Credentialing Glossary

Adverse Action

credentialing

Definition

A negative action taken against a healthcare provider by a licensing board, hospital, payer, or professional society that affects their ability to practice or participate in networks.

Extended Explanation

An adverse action is any negative disciplinary or administrative action taken against a provider that affects their professional standing. Adverse actions are reportable to the NPDB and show up on every credentialing application for the rest of your career. Examples of adverse actions include: state licensing board disciplinary actions like reprimands, fines, probation, suspension, or revocation; hospital privilege denials, restrictions, suspensions, or revocations; professional society membership denials for reasons related to competence or conduct; Medicare and Medicaid exclusions; DEA registration actions; and malpractice payments regardless of fault. The reporting requirement is what makes adverse actions significant for credentialing. When a hospital restricts your privileges or a state board puts you on probation, that action gets reported to the NPDB. From that point forward, every payer and hospital that queries the NPDB during your credentialing sees it. Not every negative event is a reportable adverse action. A claim denial by a payer is not an adverse action. A patient complaint that is investigated and resolved without disciplinary action is not reportable. A peer review discussion that results in education rather than restriction is not reportable. The key distinction is whether a formal action was taken that affected your professional practice or privileges. If you have an adverse action on your record, do not try to hide it. Every credentialing application asks about adverse actions, and the payer will find it through NPDB and licensing board queries. Disclose it fully and provide a clear, factual explanation of what happened, what you learned, and what you have done since to address the issue. Many providers with adverse actions on their record go on to have successful careers. A single malpractice settlement from years ago or a minor licensing board action that was resolved does not automatically disqualify you from network participation. Credentialing committees evaluate the totality of your record, not just individual events.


▶ WORK ORDER
Reproduce each line of the entries that carries "panel".

======== ENTRIES PROVIDED

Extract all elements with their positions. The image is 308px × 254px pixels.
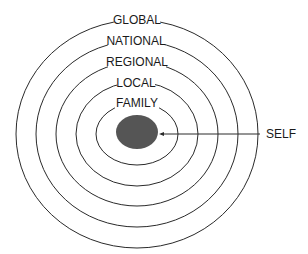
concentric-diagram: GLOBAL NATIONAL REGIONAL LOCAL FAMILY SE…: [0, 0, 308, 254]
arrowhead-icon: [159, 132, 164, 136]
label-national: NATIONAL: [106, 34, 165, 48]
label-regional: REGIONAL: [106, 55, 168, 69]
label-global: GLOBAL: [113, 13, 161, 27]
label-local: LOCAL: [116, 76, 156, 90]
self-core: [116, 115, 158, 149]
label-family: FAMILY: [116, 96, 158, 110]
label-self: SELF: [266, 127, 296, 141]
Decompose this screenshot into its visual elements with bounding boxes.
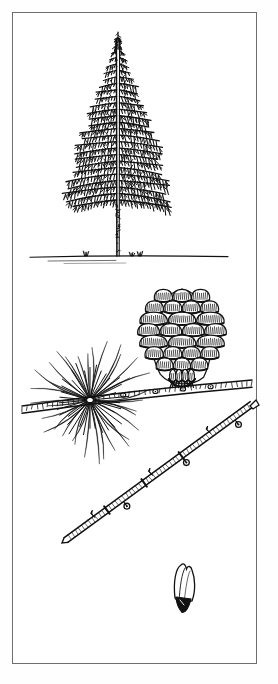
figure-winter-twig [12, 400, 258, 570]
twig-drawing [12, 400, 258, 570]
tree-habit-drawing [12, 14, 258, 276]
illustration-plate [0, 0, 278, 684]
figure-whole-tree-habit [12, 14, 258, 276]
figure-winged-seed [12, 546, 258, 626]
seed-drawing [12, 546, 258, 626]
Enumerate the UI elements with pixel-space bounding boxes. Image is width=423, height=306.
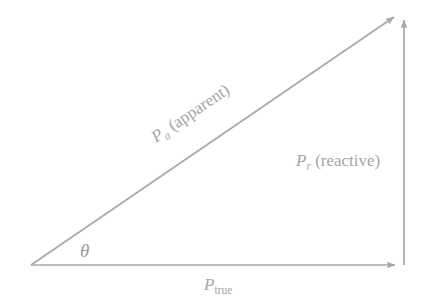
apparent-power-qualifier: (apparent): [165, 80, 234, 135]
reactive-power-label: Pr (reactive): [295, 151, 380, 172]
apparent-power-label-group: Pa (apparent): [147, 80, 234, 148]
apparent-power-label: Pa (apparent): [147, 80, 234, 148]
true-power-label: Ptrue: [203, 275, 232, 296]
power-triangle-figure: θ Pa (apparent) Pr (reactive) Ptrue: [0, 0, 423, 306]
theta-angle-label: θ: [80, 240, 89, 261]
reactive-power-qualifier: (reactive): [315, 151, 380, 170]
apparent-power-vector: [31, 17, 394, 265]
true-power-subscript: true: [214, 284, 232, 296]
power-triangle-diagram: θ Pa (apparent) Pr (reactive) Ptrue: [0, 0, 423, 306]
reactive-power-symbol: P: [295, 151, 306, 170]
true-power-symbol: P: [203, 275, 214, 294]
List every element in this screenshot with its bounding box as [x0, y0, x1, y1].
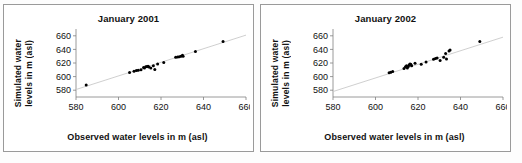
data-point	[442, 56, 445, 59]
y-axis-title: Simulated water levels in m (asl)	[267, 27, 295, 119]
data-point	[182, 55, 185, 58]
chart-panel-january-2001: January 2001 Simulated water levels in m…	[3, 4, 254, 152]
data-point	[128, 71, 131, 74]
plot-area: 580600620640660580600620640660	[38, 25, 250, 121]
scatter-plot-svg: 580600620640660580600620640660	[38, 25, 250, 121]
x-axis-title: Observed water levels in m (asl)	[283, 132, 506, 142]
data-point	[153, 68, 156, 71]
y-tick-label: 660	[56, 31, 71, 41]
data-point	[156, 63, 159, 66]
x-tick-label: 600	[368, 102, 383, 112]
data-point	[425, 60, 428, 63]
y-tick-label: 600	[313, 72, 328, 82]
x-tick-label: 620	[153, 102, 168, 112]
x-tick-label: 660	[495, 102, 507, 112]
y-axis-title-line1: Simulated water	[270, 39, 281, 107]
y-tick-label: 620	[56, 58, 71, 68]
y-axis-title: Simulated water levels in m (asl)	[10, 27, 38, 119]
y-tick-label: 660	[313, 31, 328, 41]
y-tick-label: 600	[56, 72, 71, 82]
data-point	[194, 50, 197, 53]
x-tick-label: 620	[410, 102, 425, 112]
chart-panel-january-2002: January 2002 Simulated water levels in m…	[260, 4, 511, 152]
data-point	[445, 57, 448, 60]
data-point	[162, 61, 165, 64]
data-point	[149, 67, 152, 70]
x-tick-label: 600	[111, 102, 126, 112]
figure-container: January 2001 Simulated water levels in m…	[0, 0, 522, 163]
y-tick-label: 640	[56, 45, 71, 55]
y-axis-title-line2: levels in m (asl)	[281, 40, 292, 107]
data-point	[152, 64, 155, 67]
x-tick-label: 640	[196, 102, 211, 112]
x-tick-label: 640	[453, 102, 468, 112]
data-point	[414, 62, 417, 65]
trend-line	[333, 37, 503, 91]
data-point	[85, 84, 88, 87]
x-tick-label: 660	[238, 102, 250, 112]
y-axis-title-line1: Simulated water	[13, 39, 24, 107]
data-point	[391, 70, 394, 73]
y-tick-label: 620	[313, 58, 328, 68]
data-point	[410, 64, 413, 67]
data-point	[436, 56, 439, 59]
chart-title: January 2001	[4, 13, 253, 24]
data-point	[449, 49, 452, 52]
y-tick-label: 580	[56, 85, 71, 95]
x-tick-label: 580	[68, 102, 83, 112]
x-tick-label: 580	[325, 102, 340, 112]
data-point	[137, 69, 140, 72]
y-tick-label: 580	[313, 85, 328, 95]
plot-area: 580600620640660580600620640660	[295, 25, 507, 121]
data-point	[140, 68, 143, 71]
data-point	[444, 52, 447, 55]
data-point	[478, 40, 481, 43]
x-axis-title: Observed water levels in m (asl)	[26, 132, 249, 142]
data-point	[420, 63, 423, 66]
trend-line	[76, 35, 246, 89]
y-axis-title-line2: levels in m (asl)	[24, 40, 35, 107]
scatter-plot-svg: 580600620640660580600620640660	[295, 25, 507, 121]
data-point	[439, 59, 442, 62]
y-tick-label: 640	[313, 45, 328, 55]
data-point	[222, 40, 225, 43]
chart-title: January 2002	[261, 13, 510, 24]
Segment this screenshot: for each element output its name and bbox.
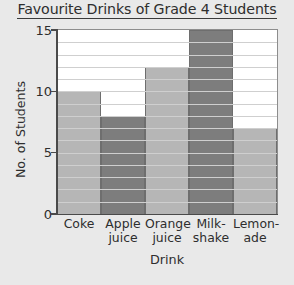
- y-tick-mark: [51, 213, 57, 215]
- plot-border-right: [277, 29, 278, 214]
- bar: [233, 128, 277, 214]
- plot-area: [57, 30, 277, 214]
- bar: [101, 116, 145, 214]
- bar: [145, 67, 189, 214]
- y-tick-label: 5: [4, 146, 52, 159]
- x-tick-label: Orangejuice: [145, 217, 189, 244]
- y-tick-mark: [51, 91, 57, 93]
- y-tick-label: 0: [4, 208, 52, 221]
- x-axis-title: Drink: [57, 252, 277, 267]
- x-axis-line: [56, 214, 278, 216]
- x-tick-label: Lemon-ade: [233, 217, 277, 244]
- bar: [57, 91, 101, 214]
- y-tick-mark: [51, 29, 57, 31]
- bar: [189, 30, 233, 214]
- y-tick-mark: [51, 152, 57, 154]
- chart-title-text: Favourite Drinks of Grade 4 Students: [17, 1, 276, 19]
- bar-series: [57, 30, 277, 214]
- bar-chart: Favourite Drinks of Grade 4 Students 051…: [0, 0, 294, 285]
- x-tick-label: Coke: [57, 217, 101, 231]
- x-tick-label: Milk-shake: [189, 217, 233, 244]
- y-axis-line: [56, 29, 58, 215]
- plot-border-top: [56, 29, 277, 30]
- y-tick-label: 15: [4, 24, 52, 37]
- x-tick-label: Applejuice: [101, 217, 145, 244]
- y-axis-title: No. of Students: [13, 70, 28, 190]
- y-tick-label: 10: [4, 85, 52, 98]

================

▶ COMPLETED TASK
chart-panel-january-2001: January 2001 Simulated water levels in m…	[3, 4, 254, 152]
chart-panel-january-2002: January 2002 Simulated water levels in m…	[260, 4, 511, 152]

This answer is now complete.